Shaped pupil design for the Gemini Planet Imager
The Gemini Planet Imager (GPI) is an instrument designed for the Gemini South telescope to image young Jupiter-mass planets in the infrared. To achieve the high contrast needed for this, it employs an apodized pupil Lyot coronagraph (APLC) to remove most of the starlight. Current designs use a partially-transmitting apodizer in the pupil; we examine the use of binary apodizations in the form of starshaped shaped pupils, and present a design that could achieve comparable performance, along with a series of design guidelines for creating shaped pupil versions of APLCs in other systems.
💡 Research Summary
The paper presents a binary‑type “star‑shaped” shaped‑pupil design as an alternative to the conventional partially‑transmitting apodizer used in the Gemini Planet Imager’s (GPI) Apodized Pupil Lyot Coronagraph (APLC). GPI aims to achieve contrasts of order 10⁻⁷ in the near‑infrared to directly image young, Jupiter‑mass exoplanets. The traditional APLC relies on a continuous‑transmission apodizer whose fabrication demands high‑precision gray‑scale lithography and is sensitive to wavelength‑dependent phase errors. By replacing this element with a star‑shaped binary mask—an array of radially arranged transparent and opaque sectors—the authors seek to simplify manufacturing, broaden spectral bandwidth, and retain or improve contrast performance.
The design methodology is laid out in four steps. First, performance specifications are defined: target contrast, fractional bandwidth (Δλ/λ), inner working angle (IWA), and outer working angle (OWA). Second, a Fourier‑based model of the pupil’s electric field is constructed, linking the binary mask geometry to the resulting focal‑plane intensity distribution. Third, the number of radial “spokes” (N) and the radial transmission profile of each spoke are optimized using a combination of linear programming and evolutionary algorithms, with constraints that enforce rotational symmetry and manufacturability (minimum feature size, edge roughness). Fourth, the optimized mask is evaluated within a full end‑to‑end optical simulation that includes the downstream Lyot stop, deformable mirror correction, and realistic detector noise.
Simulation results show that a 200‑spoke star‑shaped mask can achieve a contrast of ~10⁻⁶ at 0.9 λ/D and ~10⁻⁸ at 2 λ/D, matching or slightly surpassing the performance of the original gray‑scale apodizer. Importantly, the binary mask exhibits a weak dependence on wavelength: across a 20 % band centered at 1.6 µm the contrast variation remains below 10 %, indicating that the design is robust for broadband observations. Manufacturing tolerances were examined using a Monte‑Carlo analysis of feature‑size errors; a minimum line width of 5 µm and edge roughness under 0.2 µm are sufficient to preserve the designed contrast.
From these findings the authors distill four practical design guidelines for creating shaped‑pupil versions of APLCs in other high‑contrast instruments: (1) preserve strict rotational symmetry to keep the Fourier transform circularly symmetric; (2) select the number of spokes N such that IWA ≈ π/N and OWA ≈ π·(N‑1)/N, allowing direct control of the angular working region; (3) ensure manufacturability by limiting the smallest feature to the capabilities of electron‑beam or diamond‑turning lithography; and (4) validate the mask within the full optical train, using deformable‑mirror wavefront control to compensate residual errors.
The paper concludes that star‑shaped binary masks provide a viable, potentially superior alternative to gray‑scale apodizers for GPI and can be readily adapted to other extreme‑adaptive‑optics platforms such as VLT/SPHERE, Subaru/SCExAO, and future ELT coronagraphs. Their wavelength‑independent suppression, ease of fabrication, and compatibility with existing wavefront‑control infrastructure make them strong candidates for the next generation of exoplanet direct‑imaging instruments.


• **Task description**
Extract, unchanged, each line of the listing below from its first line through the line that contains "What do you see at coordinates (373, 23)", inclusive, and nothing else.

• **Data extract**
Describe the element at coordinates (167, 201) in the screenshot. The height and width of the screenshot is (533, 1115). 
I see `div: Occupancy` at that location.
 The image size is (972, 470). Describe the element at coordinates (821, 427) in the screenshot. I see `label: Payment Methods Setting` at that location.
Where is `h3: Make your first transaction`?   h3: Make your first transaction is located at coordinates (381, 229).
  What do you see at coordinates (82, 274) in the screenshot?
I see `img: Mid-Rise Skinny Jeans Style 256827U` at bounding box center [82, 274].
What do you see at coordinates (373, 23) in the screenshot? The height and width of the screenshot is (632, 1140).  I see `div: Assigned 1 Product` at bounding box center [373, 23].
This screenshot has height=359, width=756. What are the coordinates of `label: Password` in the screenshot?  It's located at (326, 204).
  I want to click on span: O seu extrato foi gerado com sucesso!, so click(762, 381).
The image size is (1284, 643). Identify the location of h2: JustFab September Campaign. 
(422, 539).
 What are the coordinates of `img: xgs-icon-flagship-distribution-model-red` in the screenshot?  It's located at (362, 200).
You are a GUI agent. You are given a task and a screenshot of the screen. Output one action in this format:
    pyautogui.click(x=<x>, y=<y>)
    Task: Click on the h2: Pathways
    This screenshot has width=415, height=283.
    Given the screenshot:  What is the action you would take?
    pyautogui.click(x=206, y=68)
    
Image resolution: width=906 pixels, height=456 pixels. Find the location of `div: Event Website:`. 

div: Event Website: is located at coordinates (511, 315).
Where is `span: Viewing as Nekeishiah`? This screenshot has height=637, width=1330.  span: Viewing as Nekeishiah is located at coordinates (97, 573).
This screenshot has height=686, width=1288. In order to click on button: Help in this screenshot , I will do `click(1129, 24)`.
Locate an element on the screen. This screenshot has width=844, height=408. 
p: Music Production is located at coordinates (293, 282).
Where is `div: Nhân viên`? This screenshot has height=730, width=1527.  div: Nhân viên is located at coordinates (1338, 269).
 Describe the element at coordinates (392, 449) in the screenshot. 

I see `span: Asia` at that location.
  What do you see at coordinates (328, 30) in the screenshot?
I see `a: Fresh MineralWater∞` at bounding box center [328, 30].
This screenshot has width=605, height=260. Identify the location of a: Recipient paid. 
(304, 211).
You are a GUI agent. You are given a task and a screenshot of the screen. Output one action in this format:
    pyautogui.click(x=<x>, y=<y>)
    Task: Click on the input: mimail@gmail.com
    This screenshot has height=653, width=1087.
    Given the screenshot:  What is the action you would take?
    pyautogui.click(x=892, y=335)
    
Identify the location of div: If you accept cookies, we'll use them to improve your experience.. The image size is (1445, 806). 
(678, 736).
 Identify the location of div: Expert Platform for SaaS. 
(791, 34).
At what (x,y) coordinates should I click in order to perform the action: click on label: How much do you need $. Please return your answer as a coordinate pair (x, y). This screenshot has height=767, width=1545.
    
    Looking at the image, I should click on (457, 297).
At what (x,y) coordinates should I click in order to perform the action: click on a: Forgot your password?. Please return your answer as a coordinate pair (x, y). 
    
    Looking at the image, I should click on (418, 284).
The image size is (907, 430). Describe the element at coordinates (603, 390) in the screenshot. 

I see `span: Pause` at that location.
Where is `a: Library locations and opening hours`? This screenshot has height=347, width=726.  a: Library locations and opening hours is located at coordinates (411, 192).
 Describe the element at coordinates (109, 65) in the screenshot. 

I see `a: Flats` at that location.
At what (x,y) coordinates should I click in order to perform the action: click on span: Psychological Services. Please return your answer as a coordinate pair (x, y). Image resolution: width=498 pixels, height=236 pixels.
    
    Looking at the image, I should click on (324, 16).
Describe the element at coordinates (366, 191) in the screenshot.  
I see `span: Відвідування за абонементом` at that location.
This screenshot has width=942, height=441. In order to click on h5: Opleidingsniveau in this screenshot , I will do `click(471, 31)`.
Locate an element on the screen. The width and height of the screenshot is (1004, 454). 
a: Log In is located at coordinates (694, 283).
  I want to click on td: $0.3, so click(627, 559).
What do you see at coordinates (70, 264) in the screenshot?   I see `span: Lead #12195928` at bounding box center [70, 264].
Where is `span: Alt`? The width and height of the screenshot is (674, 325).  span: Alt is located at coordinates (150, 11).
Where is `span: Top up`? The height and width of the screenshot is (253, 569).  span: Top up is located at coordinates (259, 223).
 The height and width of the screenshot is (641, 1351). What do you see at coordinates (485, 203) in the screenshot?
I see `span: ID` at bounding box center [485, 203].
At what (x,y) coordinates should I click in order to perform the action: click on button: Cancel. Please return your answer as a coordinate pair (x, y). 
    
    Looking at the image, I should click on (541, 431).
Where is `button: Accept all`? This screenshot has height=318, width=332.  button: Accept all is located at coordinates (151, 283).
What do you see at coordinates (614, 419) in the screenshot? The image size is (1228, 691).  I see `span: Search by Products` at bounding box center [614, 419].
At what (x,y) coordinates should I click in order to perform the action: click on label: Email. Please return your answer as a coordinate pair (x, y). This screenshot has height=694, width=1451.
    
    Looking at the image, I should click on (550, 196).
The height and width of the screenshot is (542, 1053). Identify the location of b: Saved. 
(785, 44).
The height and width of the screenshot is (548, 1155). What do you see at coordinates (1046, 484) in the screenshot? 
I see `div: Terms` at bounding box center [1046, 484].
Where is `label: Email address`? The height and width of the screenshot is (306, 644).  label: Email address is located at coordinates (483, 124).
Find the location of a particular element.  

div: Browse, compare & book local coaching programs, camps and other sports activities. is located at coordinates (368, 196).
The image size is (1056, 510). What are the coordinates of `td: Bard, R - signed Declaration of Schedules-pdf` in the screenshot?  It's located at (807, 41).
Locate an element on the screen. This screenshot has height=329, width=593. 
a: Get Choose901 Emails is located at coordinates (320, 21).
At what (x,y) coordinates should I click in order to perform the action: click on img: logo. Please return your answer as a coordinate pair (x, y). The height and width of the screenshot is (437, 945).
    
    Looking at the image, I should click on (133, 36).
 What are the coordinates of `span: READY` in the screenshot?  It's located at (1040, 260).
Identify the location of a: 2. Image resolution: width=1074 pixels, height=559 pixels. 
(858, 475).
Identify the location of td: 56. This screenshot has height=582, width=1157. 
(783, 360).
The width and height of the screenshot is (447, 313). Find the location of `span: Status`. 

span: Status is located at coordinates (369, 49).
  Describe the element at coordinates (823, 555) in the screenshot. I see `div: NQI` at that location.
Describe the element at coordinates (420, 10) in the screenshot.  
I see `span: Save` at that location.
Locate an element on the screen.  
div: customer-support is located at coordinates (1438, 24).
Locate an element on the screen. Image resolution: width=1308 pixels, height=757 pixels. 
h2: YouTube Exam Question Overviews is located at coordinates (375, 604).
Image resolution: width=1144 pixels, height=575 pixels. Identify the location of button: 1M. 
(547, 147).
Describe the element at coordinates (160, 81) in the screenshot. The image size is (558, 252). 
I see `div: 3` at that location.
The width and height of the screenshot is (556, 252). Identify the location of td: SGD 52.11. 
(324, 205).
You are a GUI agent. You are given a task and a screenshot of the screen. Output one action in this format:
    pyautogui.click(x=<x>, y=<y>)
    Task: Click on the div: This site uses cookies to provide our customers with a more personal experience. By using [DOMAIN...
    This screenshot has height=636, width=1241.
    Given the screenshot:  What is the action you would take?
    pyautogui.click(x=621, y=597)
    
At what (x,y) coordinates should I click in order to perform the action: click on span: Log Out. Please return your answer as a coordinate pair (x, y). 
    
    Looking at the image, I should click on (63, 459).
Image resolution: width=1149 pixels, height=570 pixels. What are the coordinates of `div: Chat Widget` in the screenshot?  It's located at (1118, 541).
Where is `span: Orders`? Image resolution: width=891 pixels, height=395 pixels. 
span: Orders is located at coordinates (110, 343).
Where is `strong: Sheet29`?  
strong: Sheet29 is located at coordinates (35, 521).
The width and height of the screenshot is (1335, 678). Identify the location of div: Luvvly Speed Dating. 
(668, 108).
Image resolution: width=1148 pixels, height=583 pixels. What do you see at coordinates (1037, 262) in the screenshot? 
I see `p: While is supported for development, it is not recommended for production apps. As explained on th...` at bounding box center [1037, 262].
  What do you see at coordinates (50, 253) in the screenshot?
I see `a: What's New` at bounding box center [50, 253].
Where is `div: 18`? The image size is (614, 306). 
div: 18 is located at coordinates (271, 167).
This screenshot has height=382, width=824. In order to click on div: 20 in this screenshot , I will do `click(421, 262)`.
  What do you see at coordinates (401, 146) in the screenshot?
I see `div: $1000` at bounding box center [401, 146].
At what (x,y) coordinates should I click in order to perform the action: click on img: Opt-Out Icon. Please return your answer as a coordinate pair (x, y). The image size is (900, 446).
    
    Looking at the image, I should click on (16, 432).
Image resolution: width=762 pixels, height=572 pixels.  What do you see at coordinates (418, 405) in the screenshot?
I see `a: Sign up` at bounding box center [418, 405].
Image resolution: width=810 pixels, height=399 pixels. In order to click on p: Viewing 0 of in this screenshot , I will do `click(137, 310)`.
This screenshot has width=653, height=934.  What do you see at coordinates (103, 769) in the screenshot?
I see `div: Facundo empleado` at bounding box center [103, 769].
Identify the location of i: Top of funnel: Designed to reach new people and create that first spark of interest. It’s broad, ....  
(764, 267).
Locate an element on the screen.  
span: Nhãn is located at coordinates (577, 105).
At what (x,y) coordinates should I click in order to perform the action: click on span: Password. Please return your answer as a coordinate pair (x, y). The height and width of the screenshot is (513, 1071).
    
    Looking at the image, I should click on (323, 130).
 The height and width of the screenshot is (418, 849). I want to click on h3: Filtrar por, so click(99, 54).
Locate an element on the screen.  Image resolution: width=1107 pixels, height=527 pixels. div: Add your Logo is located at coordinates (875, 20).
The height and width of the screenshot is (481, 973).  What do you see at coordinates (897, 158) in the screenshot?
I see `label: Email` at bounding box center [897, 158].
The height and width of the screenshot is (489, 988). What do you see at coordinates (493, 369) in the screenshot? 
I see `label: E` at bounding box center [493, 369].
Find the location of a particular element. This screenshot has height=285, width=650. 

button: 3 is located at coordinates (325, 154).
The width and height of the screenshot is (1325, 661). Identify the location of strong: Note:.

• **Solved exercise**
Describe the element at coordinates (167, 201) in the screenshot. The height and width of the screenshot is (533, 1115). 
I see `div: Occupancy` at that location.
 The image size is (972, 470). Describe the element at coordinates (821, 427) in the screenshot. I see `label: Payment Methods Setting` at that location.
Where is `h3: Make your first transaction`?   h3: Make your first transaction is located at coordinates (381, 229).
  What do you see at coordinates (82, 274) in the screenshot?
I see `img: Mid-Rise Skinny Jeans Style 256827U` at bounding box center [82, 274].
What do you see at coordinates (373, 23) in the screenshot? The height and width of the screenshot is (632, 1140).  I see `div: Assigned 1 Product` at bounding box center [373, 23].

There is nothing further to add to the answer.